Lessons from Sherlock Holmes

I have tweeted about Maria Konnikova’s excellent Lessons from Sherlock Holmes, which you’ll find at Scientific American, but haven’t written here about her series of articles that explores some of the psychological aspects of the Canon.

From the website: “Maria Konnikova, a writer based in New York City, is a doctoral candidate in Psychology at Columbia University, where she studies self-control and decision making. She is fascinated by the psychological insights that can be garnered from literature and feels that some of the best psychologists are to be found not in labs and ivory towers, but among the literary greats.”

Her latest blog is The Importance of Perspective-Taking, and I found this observation particularly intriguing: “Indeed, so poorly trained are we at actually taking someone else’s point of view that when we are explicitly requested to do so, we still proceed from an egocentric place. In one series of studies, researchers found that people adopt the perspective of others by simply adjusting from their own.” By which I believe is meant: we can stand in another person’s shoes but can’t really imagine that we are that other person. I cannot help but believe that explains some of the bitter divides that exist today.
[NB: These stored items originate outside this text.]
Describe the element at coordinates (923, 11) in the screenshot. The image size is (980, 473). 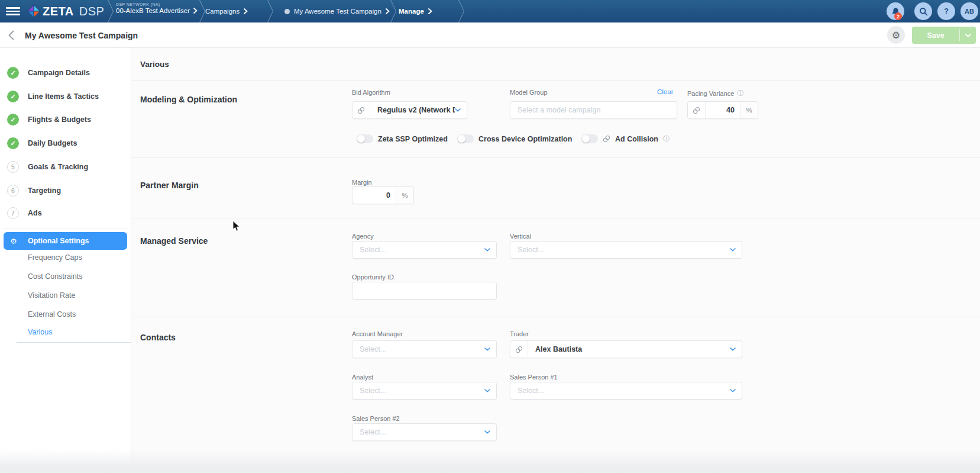
I see `search-button` at that location.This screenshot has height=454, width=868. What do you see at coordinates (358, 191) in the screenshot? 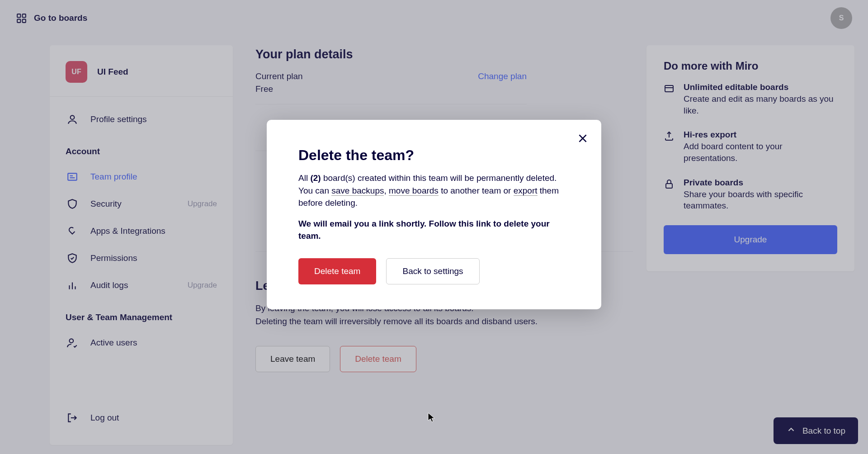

I am also reminded by several of the principles of the martial art I study, Ki Aikido. These include: Know your partner’s mind; respect your partner’s Ki; put yourself in the place of your partner. I don’t even have to explain the concept of Ki for you to pretty easily understand this means view the situation as if you were your partner. My martial art is so fluffy and non confrontational that we tend to call our opponents our partners. Yes, our goal is to throw our partner to the ground or restrain them from further attack, but we do it by almost literally standing in their place. It’s not too much of a stretch to realize this is conflict resolution. It’s hard to get mad at someone who’s agreeing with you. Unless, of course, the other person tends to view everything from that egocentric place.

It was such a revelation to realize that a detective, to be truly successful, has to be empathetic, a term one would not ordinarily associate with Sherlock Holmes. But obviously Holmes has shown again and again that he is well aware of the psychology of the individual, to borrow from the great Belgian detective.